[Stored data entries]
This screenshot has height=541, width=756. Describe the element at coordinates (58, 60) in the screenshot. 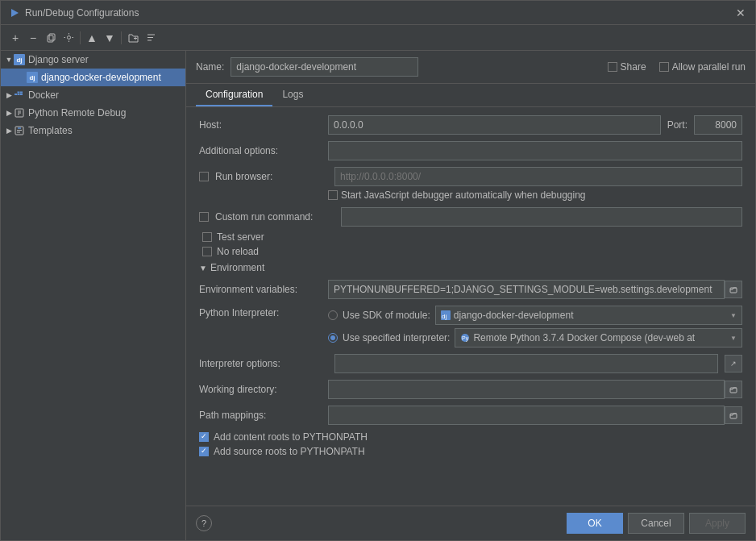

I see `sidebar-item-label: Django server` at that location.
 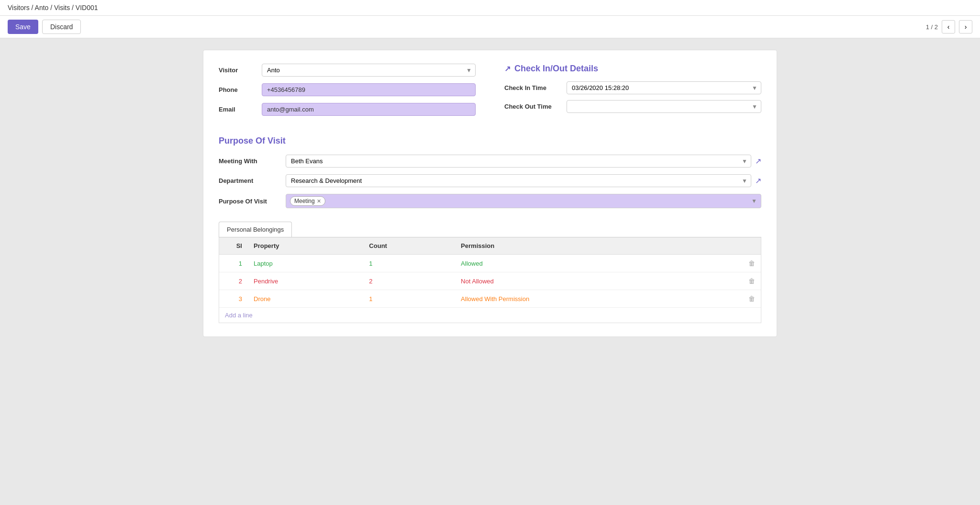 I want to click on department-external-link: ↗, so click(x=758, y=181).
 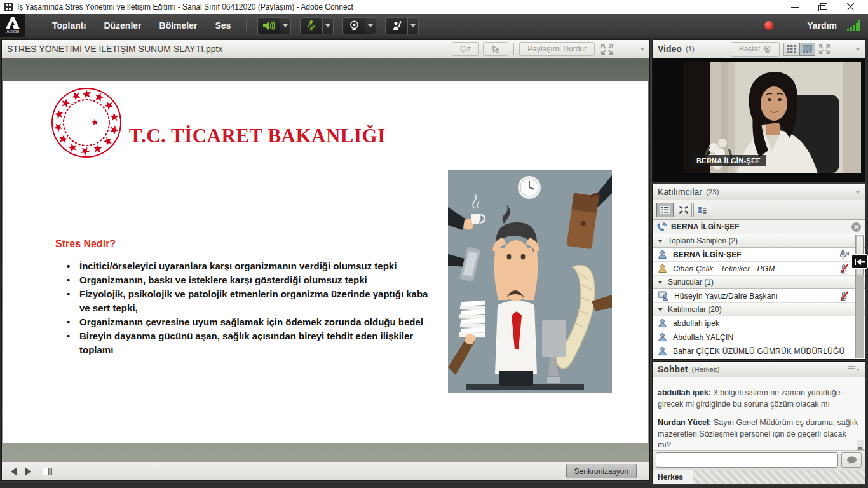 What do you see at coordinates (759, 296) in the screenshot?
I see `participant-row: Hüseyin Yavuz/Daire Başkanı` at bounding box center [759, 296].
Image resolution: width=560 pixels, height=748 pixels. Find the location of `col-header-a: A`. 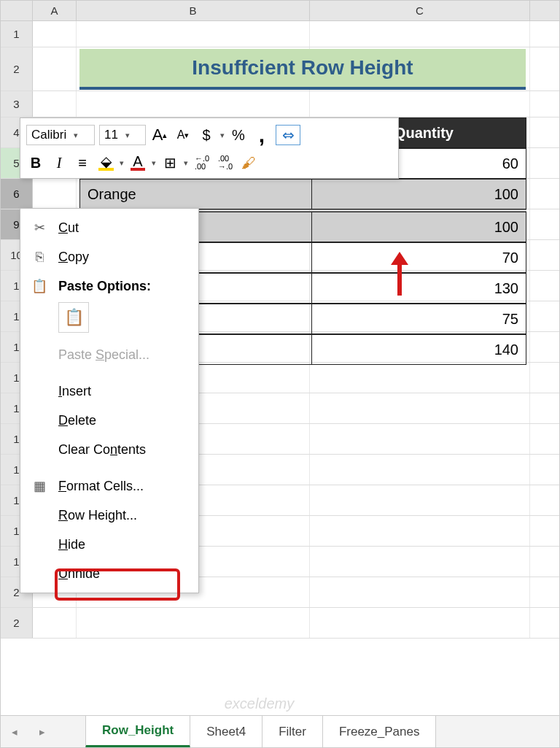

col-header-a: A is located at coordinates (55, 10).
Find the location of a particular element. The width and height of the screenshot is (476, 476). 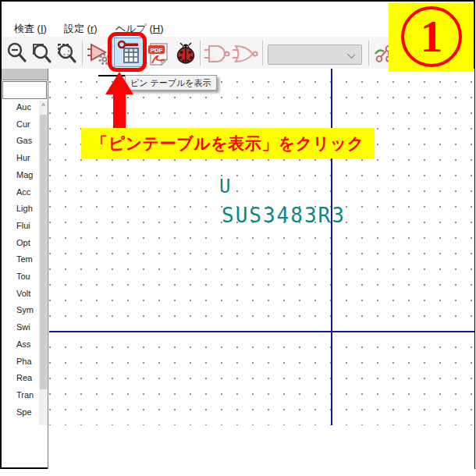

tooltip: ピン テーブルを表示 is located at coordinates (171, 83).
--
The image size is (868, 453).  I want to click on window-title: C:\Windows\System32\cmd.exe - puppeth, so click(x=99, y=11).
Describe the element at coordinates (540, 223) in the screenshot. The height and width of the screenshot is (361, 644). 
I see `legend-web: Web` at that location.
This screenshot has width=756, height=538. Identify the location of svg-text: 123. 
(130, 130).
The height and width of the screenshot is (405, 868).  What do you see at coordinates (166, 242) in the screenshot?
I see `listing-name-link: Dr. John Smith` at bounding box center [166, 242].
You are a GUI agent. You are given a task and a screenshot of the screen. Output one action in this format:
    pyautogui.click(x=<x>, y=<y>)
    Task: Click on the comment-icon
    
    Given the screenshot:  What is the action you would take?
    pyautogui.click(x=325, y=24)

### Your task
Please reproduce the lines from the line with "The height and width of the screenshot is (405, 868)." to the line with "You are a GUI", both ends included, exactly as they appear above.

### Written answer
The height and width of the screenshot is (405, 868).  What do you see at coordinates (166, 242) in the screenshot?
I see `listing-name-link: Dr. John Smith` at bounding box center [166, 242].
You are a GUI agent. You are given a task and a screenshot of the screen. Output one action in this format:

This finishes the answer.